Alexander “Sandy” Welsh, UCLA professor emeritus of English and one of the leading scholars of his time in the field of British prose, died April 11. He was 84.
Welsh, whose scholarship and teaching included 19th-century studies, Shakespeare and James Joyce, law and literature, ethics and literature, social and literary history, comparative studies in the novel and drama and Freud studies, taught at Yale University and the University of Pittsburgh before joining UCLA in 1980. He rejoined Yale in 1991.

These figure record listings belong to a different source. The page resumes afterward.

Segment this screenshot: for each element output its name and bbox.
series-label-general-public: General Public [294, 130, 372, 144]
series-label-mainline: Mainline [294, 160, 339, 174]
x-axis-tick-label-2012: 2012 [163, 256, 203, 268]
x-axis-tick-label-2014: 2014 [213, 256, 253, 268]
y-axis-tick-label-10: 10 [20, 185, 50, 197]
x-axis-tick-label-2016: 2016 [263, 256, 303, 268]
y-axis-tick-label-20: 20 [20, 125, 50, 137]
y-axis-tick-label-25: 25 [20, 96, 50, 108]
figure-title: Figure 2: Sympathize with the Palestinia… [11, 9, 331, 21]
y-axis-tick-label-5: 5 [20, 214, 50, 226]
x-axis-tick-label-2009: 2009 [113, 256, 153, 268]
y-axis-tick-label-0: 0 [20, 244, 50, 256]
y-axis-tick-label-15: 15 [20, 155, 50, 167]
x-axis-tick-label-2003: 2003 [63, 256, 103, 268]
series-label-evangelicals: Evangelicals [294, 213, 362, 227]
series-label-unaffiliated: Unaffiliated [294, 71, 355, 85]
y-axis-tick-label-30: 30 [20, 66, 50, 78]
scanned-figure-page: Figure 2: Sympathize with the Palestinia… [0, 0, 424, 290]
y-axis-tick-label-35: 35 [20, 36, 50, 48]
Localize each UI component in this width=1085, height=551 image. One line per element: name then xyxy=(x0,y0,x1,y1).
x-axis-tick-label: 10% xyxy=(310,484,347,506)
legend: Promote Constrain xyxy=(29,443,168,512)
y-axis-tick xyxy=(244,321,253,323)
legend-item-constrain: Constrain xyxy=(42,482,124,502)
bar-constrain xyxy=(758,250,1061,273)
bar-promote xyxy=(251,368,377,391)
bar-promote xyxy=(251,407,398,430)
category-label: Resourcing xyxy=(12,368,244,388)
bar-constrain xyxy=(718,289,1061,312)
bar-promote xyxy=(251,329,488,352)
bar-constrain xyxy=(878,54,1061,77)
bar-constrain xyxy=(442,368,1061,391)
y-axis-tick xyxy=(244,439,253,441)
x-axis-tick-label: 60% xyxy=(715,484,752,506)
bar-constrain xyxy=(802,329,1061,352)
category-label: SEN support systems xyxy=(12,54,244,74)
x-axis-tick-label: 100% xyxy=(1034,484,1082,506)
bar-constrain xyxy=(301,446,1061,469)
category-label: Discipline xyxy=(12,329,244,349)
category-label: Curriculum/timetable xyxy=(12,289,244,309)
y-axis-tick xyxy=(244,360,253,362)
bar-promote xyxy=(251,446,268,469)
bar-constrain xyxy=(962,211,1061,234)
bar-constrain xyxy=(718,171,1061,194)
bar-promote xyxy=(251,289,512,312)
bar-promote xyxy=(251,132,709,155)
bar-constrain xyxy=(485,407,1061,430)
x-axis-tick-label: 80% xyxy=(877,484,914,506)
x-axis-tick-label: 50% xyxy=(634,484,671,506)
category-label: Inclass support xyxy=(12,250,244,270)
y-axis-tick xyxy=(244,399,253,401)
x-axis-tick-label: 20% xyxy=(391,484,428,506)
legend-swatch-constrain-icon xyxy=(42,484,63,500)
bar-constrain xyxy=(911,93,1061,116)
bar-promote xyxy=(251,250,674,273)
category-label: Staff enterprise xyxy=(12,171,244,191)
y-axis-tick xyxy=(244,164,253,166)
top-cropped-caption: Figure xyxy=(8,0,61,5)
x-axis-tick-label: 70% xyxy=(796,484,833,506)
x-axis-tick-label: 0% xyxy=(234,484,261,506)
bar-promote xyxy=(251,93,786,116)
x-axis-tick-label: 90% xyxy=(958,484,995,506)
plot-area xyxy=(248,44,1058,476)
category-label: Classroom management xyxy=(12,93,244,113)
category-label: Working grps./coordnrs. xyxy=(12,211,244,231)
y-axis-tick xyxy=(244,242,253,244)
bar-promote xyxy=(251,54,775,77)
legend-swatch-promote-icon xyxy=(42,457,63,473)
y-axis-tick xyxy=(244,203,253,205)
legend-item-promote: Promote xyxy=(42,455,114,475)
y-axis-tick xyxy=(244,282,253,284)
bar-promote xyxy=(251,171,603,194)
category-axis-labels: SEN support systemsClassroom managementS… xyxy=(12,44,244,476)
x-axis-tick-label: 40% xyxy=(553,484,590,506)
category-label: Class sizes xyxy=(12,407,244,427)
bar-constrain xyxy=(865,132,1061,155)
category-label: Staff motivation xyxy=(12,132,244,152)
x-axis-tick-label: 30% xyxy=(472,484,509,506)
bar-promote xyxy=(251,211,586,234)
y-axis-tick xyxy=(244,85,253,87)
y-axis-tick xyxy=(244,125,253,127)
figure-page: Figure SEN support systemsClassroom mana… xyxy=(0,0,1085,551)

During the course of his career, Welsh wrote many books, including “The City of Dickens” (1971), “Reflections on the Hero as Quixote” (1981), “From Copyright to Copperfield: The Identity of Dickens” (1987), “Hamlet in His Modern Guises” (2001), “What is Honor? A Question of Moral Imperatives” (2008) and “The Humanist Comedy” (2014). He also edited a number of other books.
In addition, Welsh received fellowships from the John Simon Guggenheim Memorial Foundation, the National Endowment for the Humanities, the Rockefeller Foundation and the National Humanities Center. He was also a Harvard National Scholar and served with the U.S. Army in Germany.
Welsh is survived by longtime partner Ruth Yeazell and his children Molly Welsh Hoffman, Thomas Welsh and William Douglas Welsh.